School Shooting At Robb Elementary In Uvalde, Texas
Days after the Uvalde school shooting, multiple schools across the country are receiving threats of shooting and terrorism. In photo: crosses with the names of victims of a school shooting, are pictured at a memorial outside Robb Elementary school, after a gunman killed nineteen children and two teachers, in Uvalde, Texas, U.S. May 26, 2022. Reuters / MARCO BELLO

Desperate parents gathered outside Robb Elementary School and implored police to storm the Texas school as Tuesday's massacre was unfolding, with some fathers having to be restrained, videos that surfaced on Thursday showed.

The videos - along with initial accounts of the shooting timeline from authorities - suggest up to an hour passed between the beginning of the attack and the moment officers breached the classroom where 18-year-old Salvador Ramos had killed 19 children and two teachers. They shot him dead.

The New York Times reported that most, if not all, of the victims in the classroom of 9- and 10-year-old students likely died in the first few minutes of the attack, citing a person familiar with a preliminary timeline compiled by investigators.

A spokesperson for the Texas Department of Public Safety, Chris Olivarez, told CNN that investigators were still trying to confirm a minute-by-minute account, including how long Ramos remained barricaded inside the classroom. The department did not immediately respond to requests for comment on the Times report.

In one video posted on Facebook by a man named Angel Ledezma, parents can be seen breaking through yellow police tape and yelling at officers to go into the building.

"It's already been an hour, and they still can't get all the kids out," Ledezma said in the video. He did not immediately respond to a request for comment.

Another video posted on YouTube showed officers restraining at least one adult. One woman can be heard saying, "Why let the children die? There's shooting in there."

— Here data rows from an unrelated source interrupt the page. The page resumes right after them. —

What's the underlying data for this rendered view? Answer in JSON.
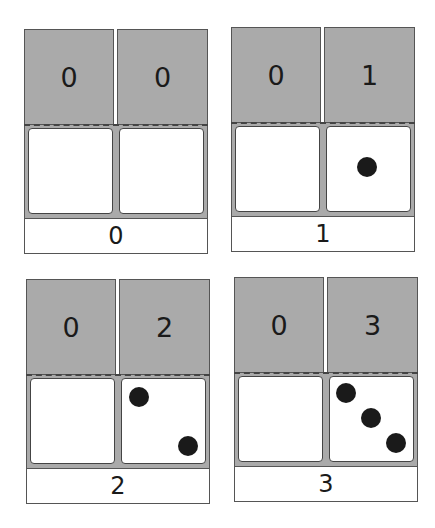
{
  "panels": [
    {
      "tens": "0",
      "ones": "0",
      "total": "0",
      "ones_dots": 0
    },
    {
      "tens": "0",
      "ones": "1",
      "total": "1",
      "ones_dots": 1
    },
    {
      "tens": "0",
      "ones": "2",
      "total": "2",
      "ones_dots": 2
    },
    {
      "tens": "0",
      "ones": "3",
      "total": "3",
      "ones_dots": 3
    }
  ],
  "colors": {
    "place_value_fill": "#aaaaaa",
    "dot": "#1a1a1a",
    "border": "#555555"
  }
}
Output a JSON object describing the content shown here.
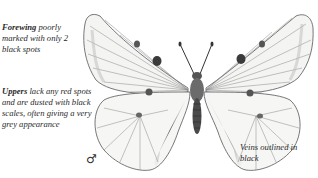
{
  "illustration": {
    "subject": "butterfly",
    "view": "upperside, male"
  },
  "annotations": {
    "forewing": {
      "bold": "Forewing",
      "text": " poorly marked with only 2 black spots"
    },
    "uppers": {
      "bold": "Uppers",
      "text": " lack any red spots and are dusted with black scales, often giving a very grey appearance"
    },
    "veins": {
      "text": "Veins outlined in black"
    },
    "sex_symbol": "♂"
  },
  "colors": {
    "background": "#ffffff",
    "ink": "#2a2a2a",
    "wing_fill": "#f4f4f2",
    "shading": "#6b6b6b"
  }
}
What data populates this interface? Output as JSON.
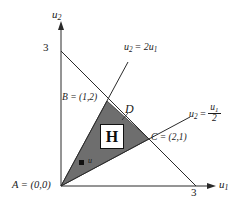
{
  "figure": {
    "type": "geometry-diagram",
    "background_color": "#ffffff",
    "axes": {
      "y_axis_label": "u",
      "y_axis_label_sub": "2",
      "x_axis_label": "u",
      "x_axis_label_sub": "1",
      "y_tick_label": "3",
      "x_tick_label": "3",
      "y_tick_value": 3,
      "x_tick_value": 3,
      "origin_pixel": [
        61,
        186
      ],
      "unit_pixels_per_unit": 45
    },
    "points": [
      {
        "name": "A",
        "label": "A = (0,0)",
        "coords": [
          0,
          0
        ]
      },
      {
        "name": "B",
        "label": "B = (1,2)",
        "coords": [
          1,
          2
        ]
      },
      {
        "name": "C",
        "label": "C = (2,1)",
        "coords": [
          2,
          1
        ]
      },
      {
        "name": "D",
        "label": "D",
        "coords": [
          1.5,
          1.5
        ]
      }
    ],
    "region": {
      "fill_label": "H",
      "fill_color": "#6e6e6e",
      "vertices": [
        "A",
        "B",
        "C"
      ]
    },
    "interior_point": {
      "label": "u",
      "marker": "filled-square"
    },
    "lines": [
      {
        "name": "steep-ray",
        "label_prefix": "u",
        "label_prefix_sub": "2",
        "label_eq": "= 2u",
        "label_eq_sub": "1",
        "equation": "u2 = 2u1",
        "slope": 2
      },
      {
        "name": "shallow-ray",
        "label_prefix": "u",
        "label_prefix_sub": "2",
        "label_eq": "=",
        "numerator": "u",
        "numerator_sub": "1",
        "denominator": "2",
        "equation": "u2 = u1/2",
        "slope": 0.5
      },
      {
        "name": "budget-line",
        "equation": "u1 + u2 = 3",
        "from": [
          0,
          3
        ],
        "to": [
          3,
          0
        ]
      }
    ],
    "colors": {
      "ink": "#1a1a1a",
      "shade": "#6e6e6e",
      "shade_edge": "#5a5a5a",
      "white": "#ffffff"
    }
  }
}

"We got guys going in to get kids," one officer is heard telling the crowd. "They're working."

The massacre - the worst school shooting in nearly a decade - has reignited a national debate over the country's gun laws. President Joe Biden and his fellow Democrats have vowed to push for new restrictions, despite resistance from Republicans.

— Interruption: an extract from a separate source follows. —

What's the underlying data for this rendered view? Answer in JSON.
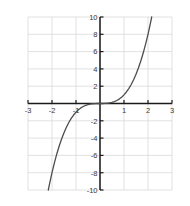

There were few warning signs: Ramos, a high school dropout, had no criminal record or history of mental illness. Governor Greg Abbott said on Wednesday that Ramos had written an online message to someone minutes before the attack saying he was about to "shoot up an elementary school."

Authorities said Ramos shot his grandmother in the face at the home they shared before fleeing and crashing his car outside the school sometime around 11:30 a.m. (1630 GMT). His grandmother, who is hospitalized in critical condition, managed to call police.

Outside the school, Ramos, armed with an AR-15 semi-automatic rifle, evaded a school police officer, dropping a bag full of ammunition as he did so. Officials have offered conflicting accounts as to whether Ramos and the officer exchanged gunfire before Ramos was able to enter the school.

"We're trying to establish exactly what was his role and how he encountered the shooter," Olivarez told CNN.

Ramos wounded two responding officers inside a hallway before barricading himself inside the classroom, Olivarez said. The attack drew a massive law enforcement response, including hundreds of officers, who encircled the building and broke windows in an effort to evacuate children and staff.

Eventually, members of a U.S. Border Patrol tactical unit breached the classroom and killed Ramos, with one agent wounded in the crossfire, officials said.

The Uvalde Police Department announced the incident was over shortly after 1 p.m. (1800 GMT).

Olivarez said the attack lasted 40 to 60 minutes, though he couldn't say whether that time frame began when Ramos shot his grandmother or when the teenager arrived at the school. The FBI was working on obtaining surveillance video from school cameras.

A fourth-grader who was in the classroom told a CBS affiliate in San Antonio that the gunman began shooting before entering and then came in, crouched down and said, "It's time to die."

The boy, whom the station did not identify, said he hid under a table until police came into the classroom, setting off an exchange of gunfire.

At least 17 people were also injured, including children.

Victims' loved ones took to social media to express anguish over the loss of children who never came home from school.

"We told her we loved her and would pick her up after school," Kimberly Mata-Rubio posted on Facebook in a remembrance of her daughter, Alexandria Aniyah Rubio, a fourth-grade honor student. "We had no idea this was goodbye."

GUN CONTROL DEBATE

The shooting came 10 days after a white supremacist shot 13 people at a supermarket in a mostly Black neighborhood in Buffalo, New York.

In Washington, Democrats and Republicans in the Senate appeared far from any compromise on new gun restrictions.

Biden, who has urged Congress to act, will visit Uvalde, a close-knit community of about 16,000 residents, in the coming days.

The Texas rampage is the deadliest U.S. school shooting since a gunman killed 26 people, including 20 children, at Sandy Hook Elementary School in Connecticut in December 2012.